◆ **STORED DATA**
┄┄┄┄┄┄┄┄┄┄┄┄┄┄┄┄┄┄┄┄
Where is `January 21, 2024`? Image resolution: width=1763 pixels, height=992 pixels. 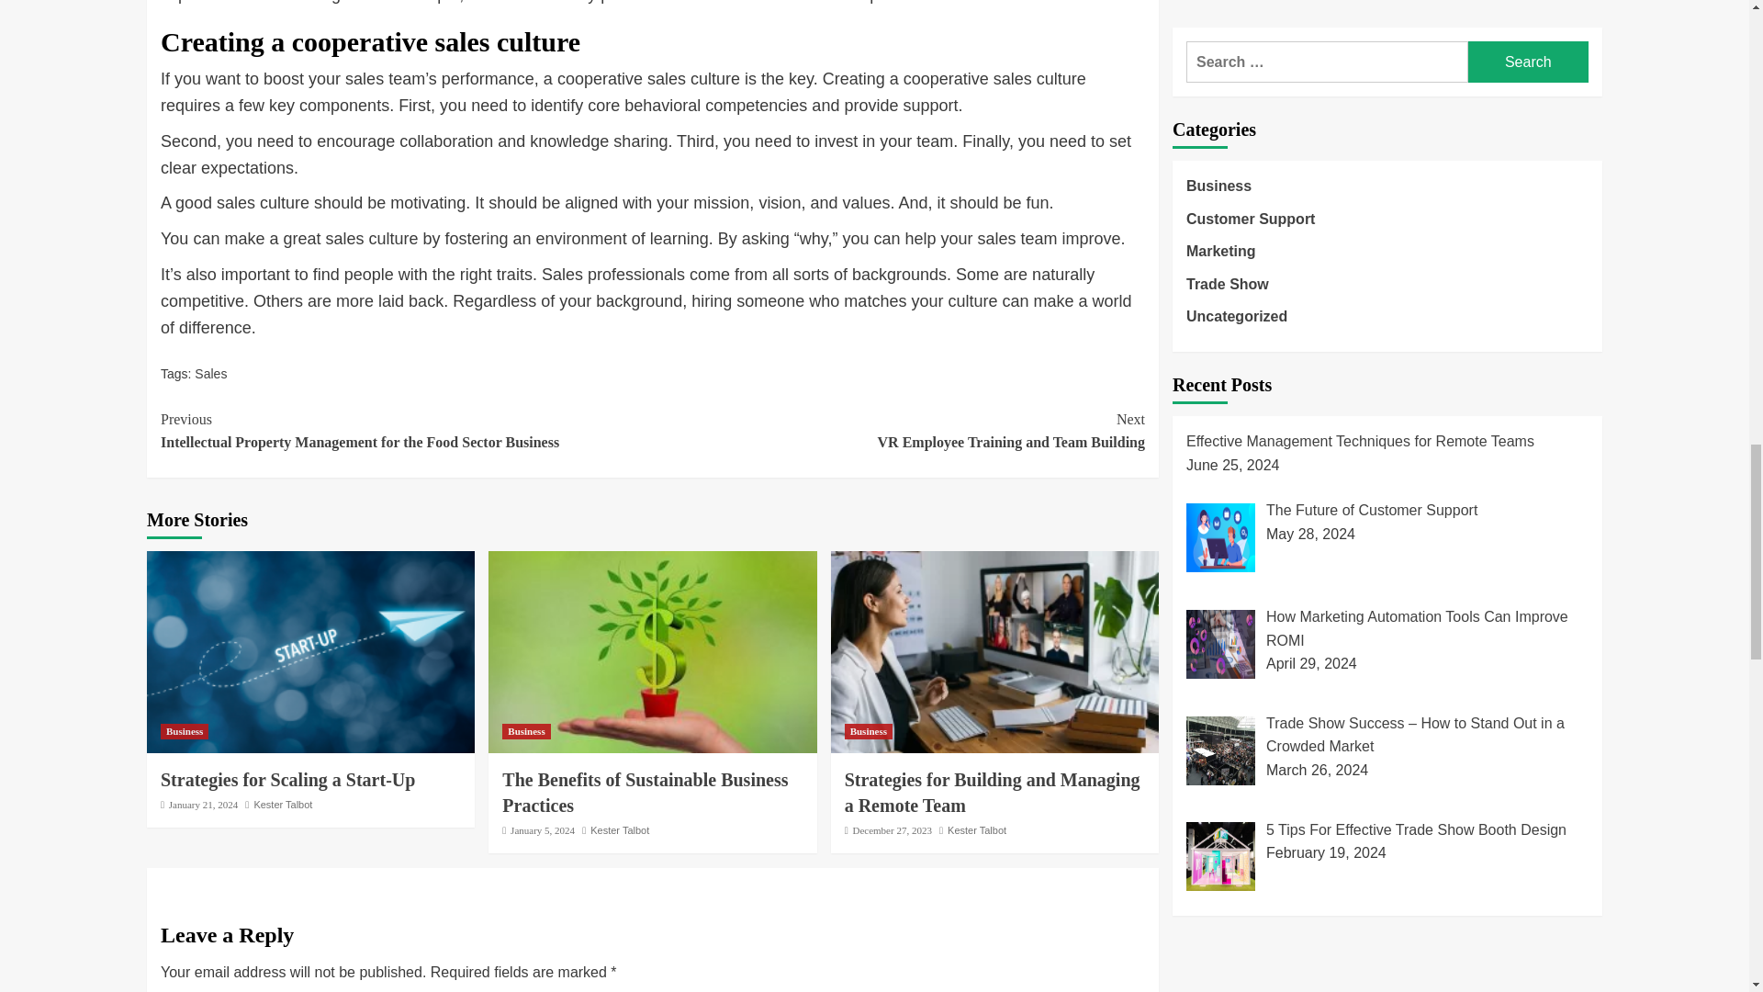 January 21, 2024 is located at coordinates (204, 804).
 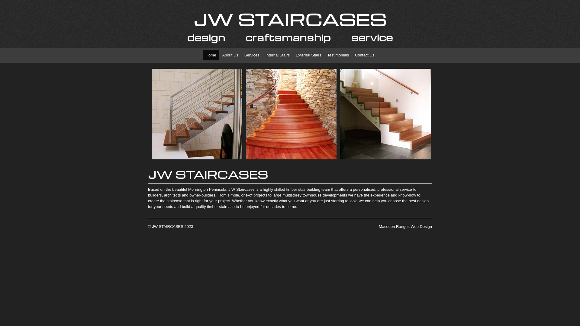 What do you see at coordinates (308, 55) in the screenshot?
I see `External Stairs` at bounding box center [308, 55].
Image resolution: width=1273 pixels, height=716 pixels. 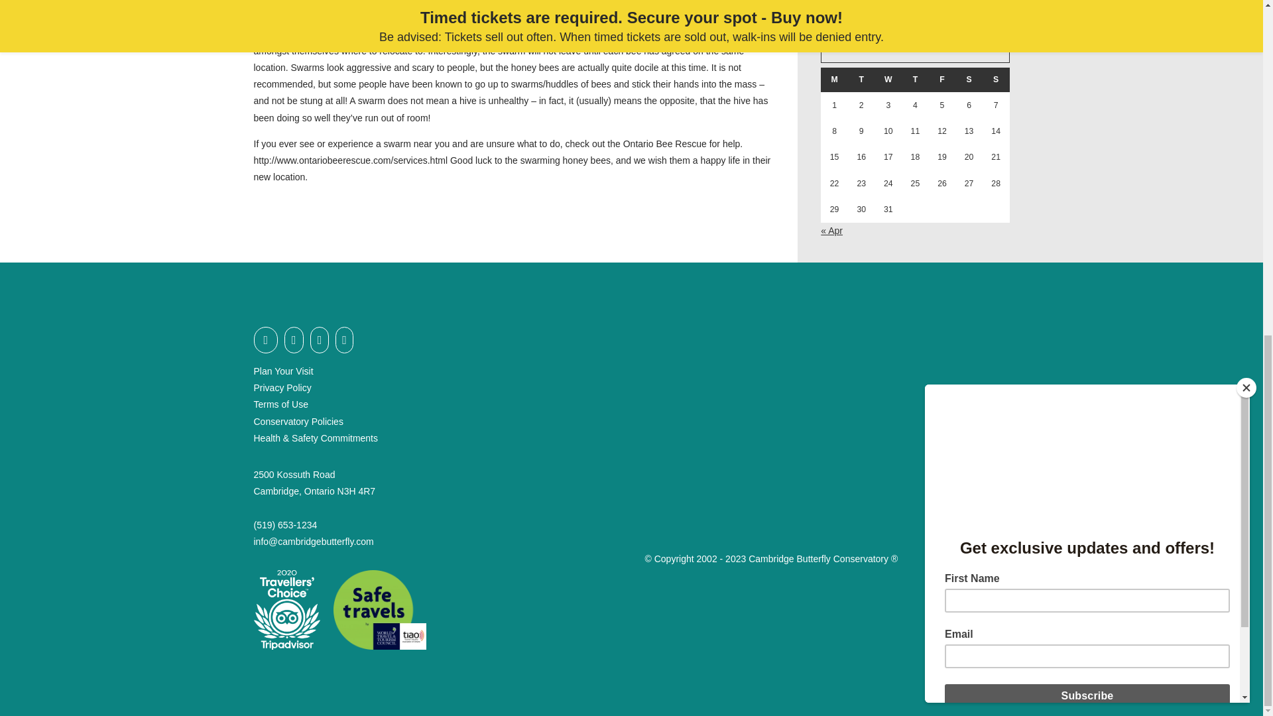 I want to click on Tuesday, so click(x=861, y=80).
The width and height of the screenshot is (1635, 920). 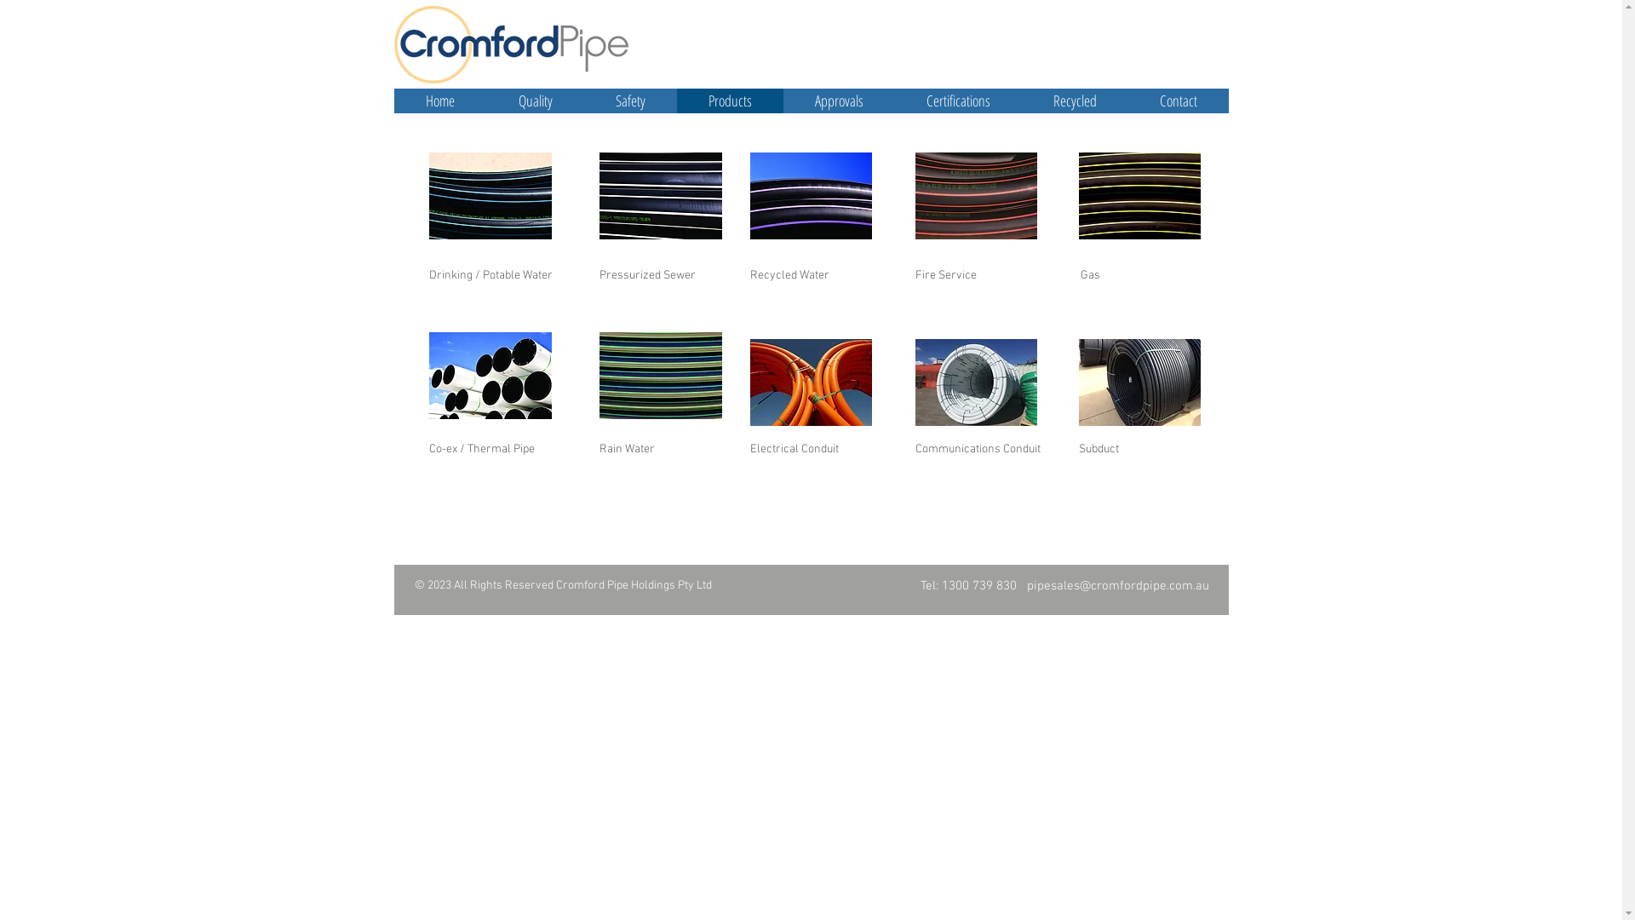 I want to click on Products, so click(x=729, y=100).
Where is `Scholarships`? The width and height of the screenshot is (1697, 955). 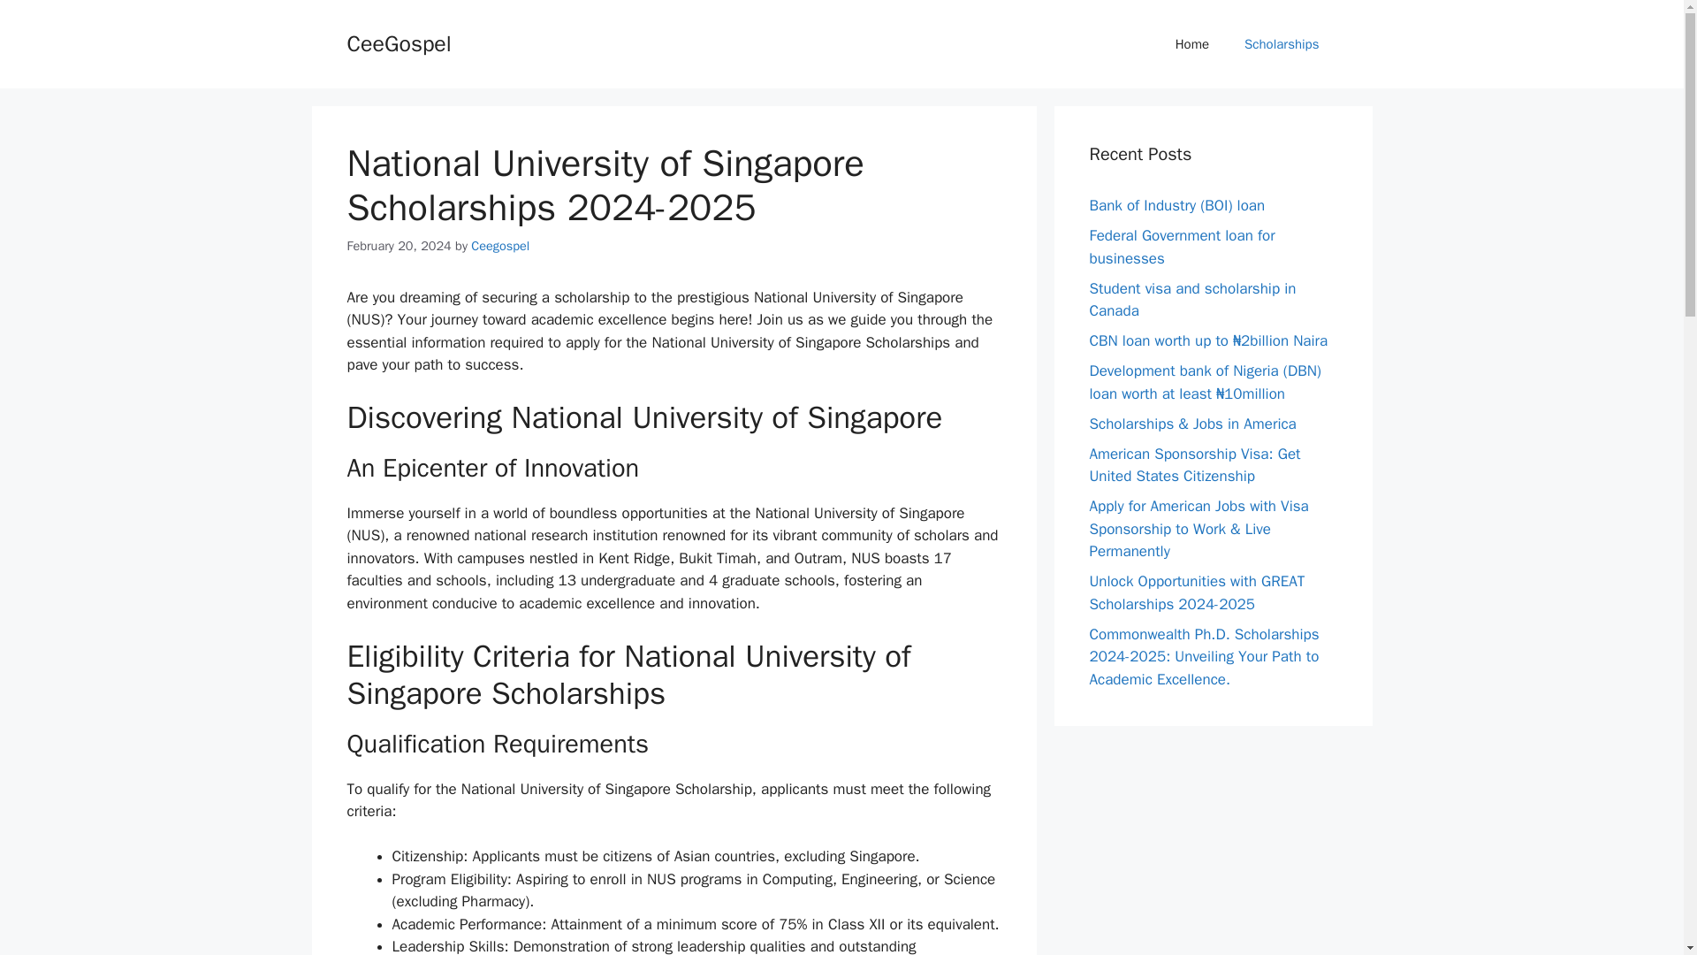
Scholarships is located at coordinates (1282, 44).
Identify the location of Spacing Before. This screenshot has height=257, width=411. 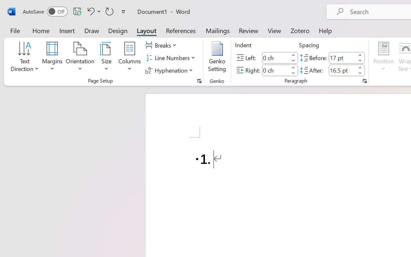
(342, 58).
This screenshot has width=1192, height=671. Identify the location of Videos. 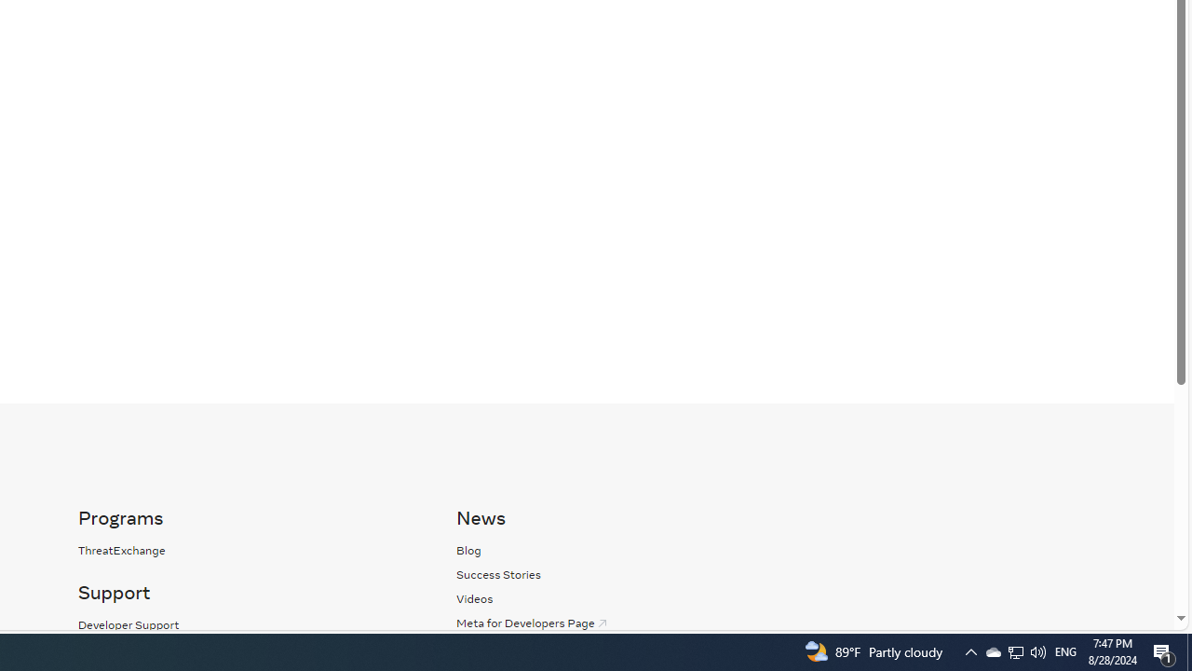
(475, 598).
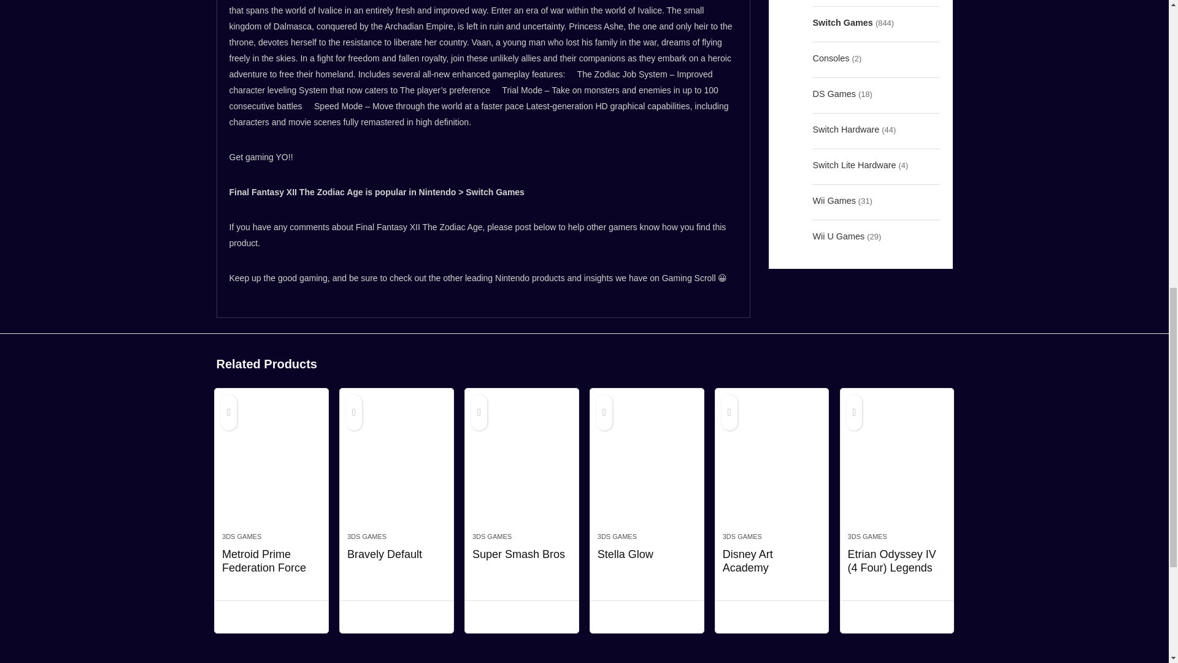  What do you see at coordinates (836, 1) in the screenshot?
I see `3DS Games` at bounding box center [836, 1].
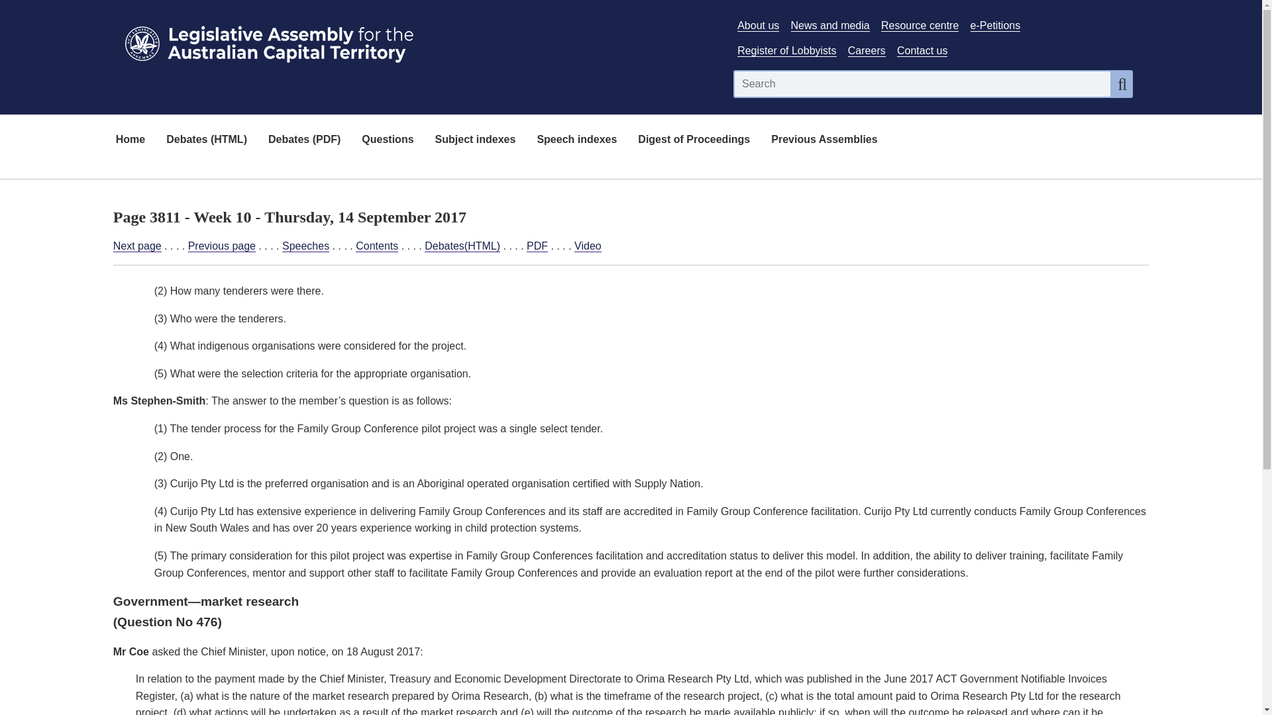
┄┄┄┄┄┄┄┄┄┄┄┄┄┄┄┄┄┄┄┄
◆ **EXERCISE**
Please repeat exactly the lines from the one containing "This screenshot has width=1192, height=671." through the last line of the records, both included, and leave out the pictures.

◆ **ANSWER SPACE**
This screenshot has width=1192, height=671. Identify the location of Videos. 
(475, 598).
  What do you see at coordinates (836, 1) in the screenshot?
I see `3DS Games` at bounding box center [836, 1].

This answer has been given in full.